Wilde’s production ran into many problems, the first of them before filming even started. The actor/director got sick and filming had to be delayed. This was a blessing in disguise, because production was going off track just as it was for his previous film The Sword of Lancelot and the person sent to oversee his production by the guarantor was able to organize the set, hire on people that worked on Zulu, and set things in the right direction. Wilde also intended to shoot nature footage that would be included in the film, but since he once gain took ill, that couldn’t happen, so instead stock wildlife footage of varying quality had to be used. The quality is obviously not of the same level as the main film and it does standout. His jarring, and insistent symbolic juxtaposition of this wildlife footage to show a parallel with the bestial nature of humanity is also one of the more pretentious parts of The Naked Prey.
The Naked Prey did run into other criticism, mostly from the Black community. The film was released at the height of the civil rights movement in the 1960s and what many saw as the “savage” portrayal of Black Africans being outwitted by a solitary White man, who was given the name “Man” over everyone else in the film, did not go over well. Black neighborhoods refused to screen the film, and one can only imagine it didn’t go over well that it filmed in Apartheid South Africa either.
Those major controversies aside, The Naked Prey is a successful film in that it does elevate the adventure elements to that of an art. It is beautifully filmed, the African locations certainly helping in that respect, but also Wilde pulls off what is a film mostly devoid of dialogue and makes it very interesting to watch.
Video Quality
[Rating:3.5/5]
The Naked Prey is offered up in an AVC/MPEG-4 1080p encodement on Blu-ray from the Masters of Cinema series.
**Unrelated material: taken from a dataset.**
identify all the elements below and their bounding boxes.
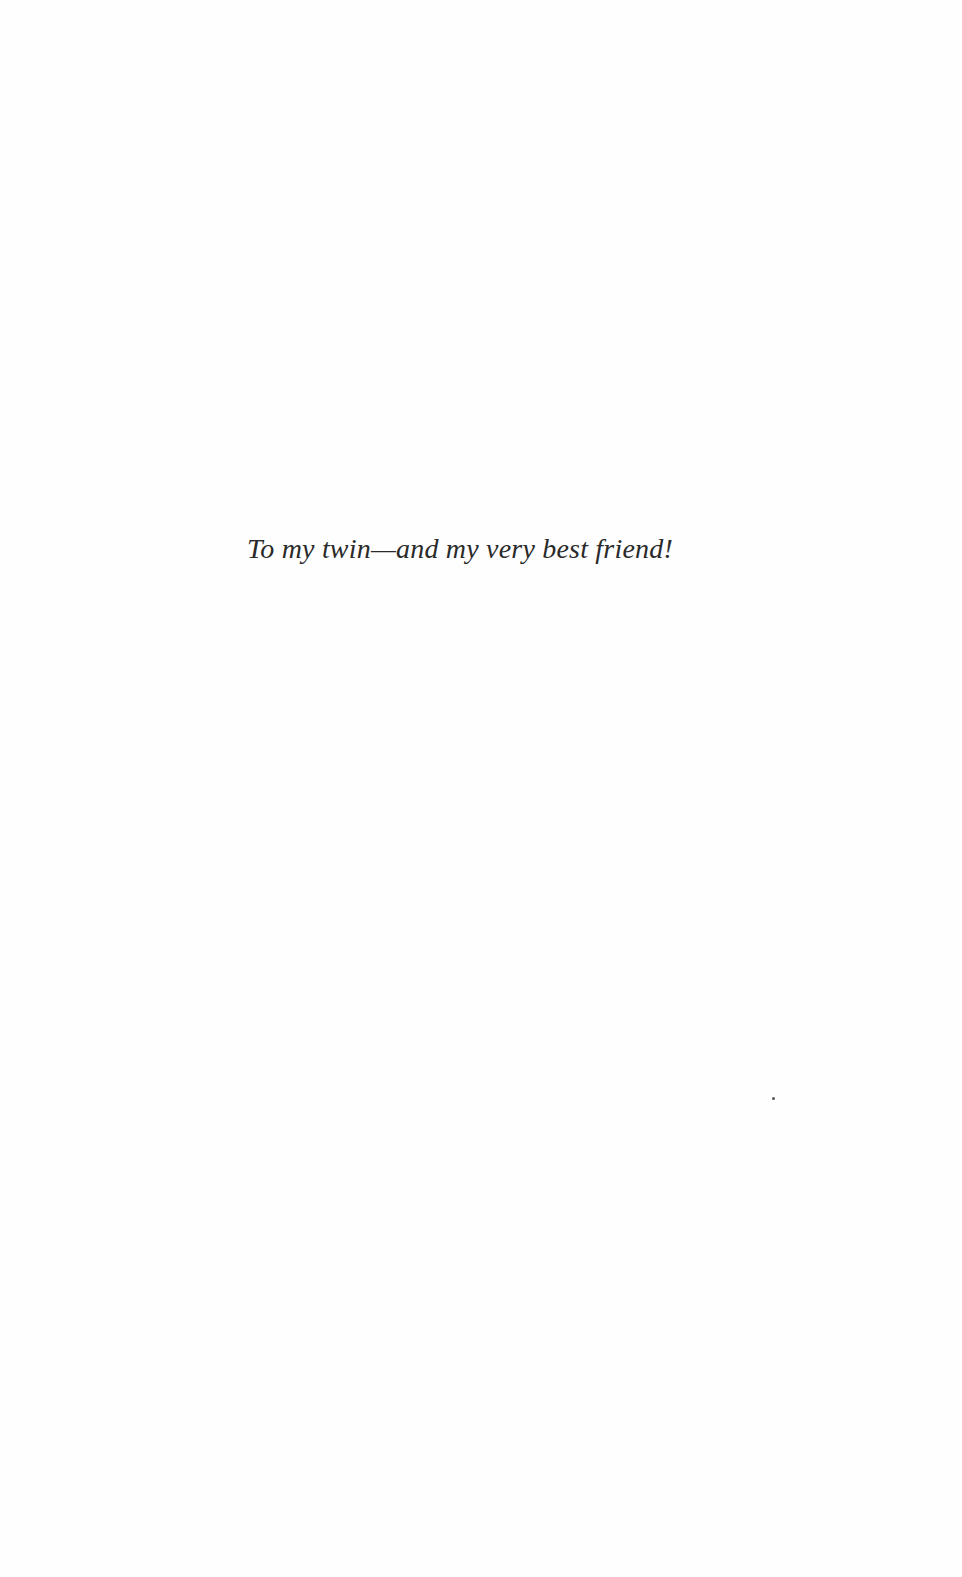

The film is a very grainy looking film, and the quality does waver given the archival nature footage of various quality and film stocks that mingles with the main footage. That said, the transfer does look natural with very strong saturation, sometimes too strong, and good detail, but grain could be just a little bit more reserved at times.
Audio Quality
[Rating:3.5/5]
We get the original monaural soundtrack in LPCM 2.0 (48kHz/24-bit). There isn’t much dialogue beyond the opening act, but what little there sounds clean enough, though somewhat thin in comparison to audio of today. The sound effects are just a bit shrill, but the sound is clean enough with little noise like hiss or pops to detract from enjoyment.
Supplemental Materials
[Rating:3.5/5]
- Sheldon Hall on The Naked Prey (1.78:1; 1080p/24; 00:30:54)
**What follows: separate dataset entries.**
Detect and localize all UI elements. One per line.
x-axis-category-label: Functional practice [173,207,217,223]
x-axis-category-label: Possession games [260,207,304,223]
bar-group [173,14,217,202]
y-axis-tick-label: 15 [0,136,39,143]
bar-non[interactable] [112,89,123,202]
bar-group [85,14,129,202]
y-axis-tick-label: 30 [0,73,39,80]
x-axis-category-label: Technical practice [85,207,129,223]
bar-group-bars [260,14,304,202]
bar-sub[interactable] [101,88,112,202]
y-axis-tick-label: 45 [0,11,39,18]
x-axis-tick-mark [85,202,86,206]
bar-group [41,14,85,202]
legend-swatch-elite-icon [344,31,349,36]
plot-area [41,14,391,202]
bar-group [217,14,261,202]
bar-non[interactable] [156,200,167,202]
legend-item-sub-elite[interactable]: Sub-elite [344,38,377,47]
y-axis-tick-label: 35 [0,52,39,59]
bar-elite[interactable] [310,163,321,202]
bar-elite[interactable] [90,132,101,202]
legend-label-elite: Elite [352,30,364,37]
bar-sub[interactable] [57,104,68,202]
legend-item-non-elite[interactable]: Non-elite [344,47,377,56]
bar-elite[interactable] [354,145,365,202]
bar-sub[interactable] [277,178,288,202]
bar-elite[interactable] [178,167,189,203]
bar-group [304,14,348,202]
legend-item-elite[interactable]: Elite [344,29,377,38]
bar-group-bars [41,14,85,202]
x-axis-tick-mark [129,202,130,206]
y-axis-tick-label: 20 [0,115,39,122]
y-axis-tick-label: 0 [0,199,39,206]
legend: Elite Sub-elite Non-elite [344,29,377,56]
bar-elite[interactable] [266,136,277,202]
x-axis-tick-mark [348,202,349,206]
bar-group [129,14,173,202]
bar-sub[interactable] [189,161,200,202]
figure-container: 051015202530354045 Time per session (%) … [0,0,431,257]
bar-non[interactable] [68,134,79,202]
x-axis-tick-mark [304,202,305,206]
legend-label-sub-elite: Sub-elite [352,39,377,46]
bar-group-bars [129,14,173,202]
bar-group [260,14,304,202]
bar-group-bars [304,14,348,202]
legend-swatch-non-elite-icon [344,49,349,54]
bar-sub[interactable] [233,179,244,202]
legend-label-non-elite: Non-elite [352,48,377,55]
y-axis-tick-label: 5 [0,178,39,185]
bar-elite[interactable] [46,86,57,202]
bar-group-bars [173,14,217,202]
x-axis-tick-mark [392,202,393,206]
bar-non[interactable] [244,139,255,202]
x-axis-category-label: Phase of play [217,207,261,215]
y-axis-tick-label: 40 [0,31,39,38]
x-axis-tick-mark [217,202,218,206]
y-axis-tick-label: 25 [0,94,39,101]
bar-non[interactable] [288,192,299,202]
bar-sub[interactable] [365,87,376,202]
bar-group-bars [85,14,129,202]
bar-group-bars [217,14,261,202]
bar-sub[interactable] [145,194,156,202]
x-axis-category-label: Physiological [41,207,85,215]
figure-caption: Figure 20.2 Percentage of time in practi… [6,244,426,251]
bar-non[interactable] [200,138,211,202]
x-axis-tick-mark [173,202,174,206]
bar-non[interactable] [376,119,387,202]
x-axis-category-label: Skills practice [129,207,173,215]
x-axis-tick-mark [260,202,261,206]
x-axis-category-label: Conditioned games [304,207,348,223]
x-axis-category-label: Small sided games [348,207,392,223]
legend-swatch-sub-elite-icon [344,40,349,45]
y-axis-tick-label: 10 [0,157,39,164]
- Theatrical Trailer (2.35:1; 1080p/24; 00:03:13)
- The 24-page booklet features the story of John Colter’s Escape by Addison Erwin Sheldon (From History and Stories of Nebraska, published 1913), and a discussion with Cornel Wilde, Survival! Cornel Wilde Talks to Gordon Gow About Man and the Limits of Endurance (From Films and Filming, v17 n1, October 1970)
- DVD
The Definitive Word
Overall:
[Rating:3.5/5]
A beautifully filmed, gritty survival film that is elevated beyond the constraints of its genre, The Naked Prey gets a solid release on Blu-ray from the Masters of Cinema series.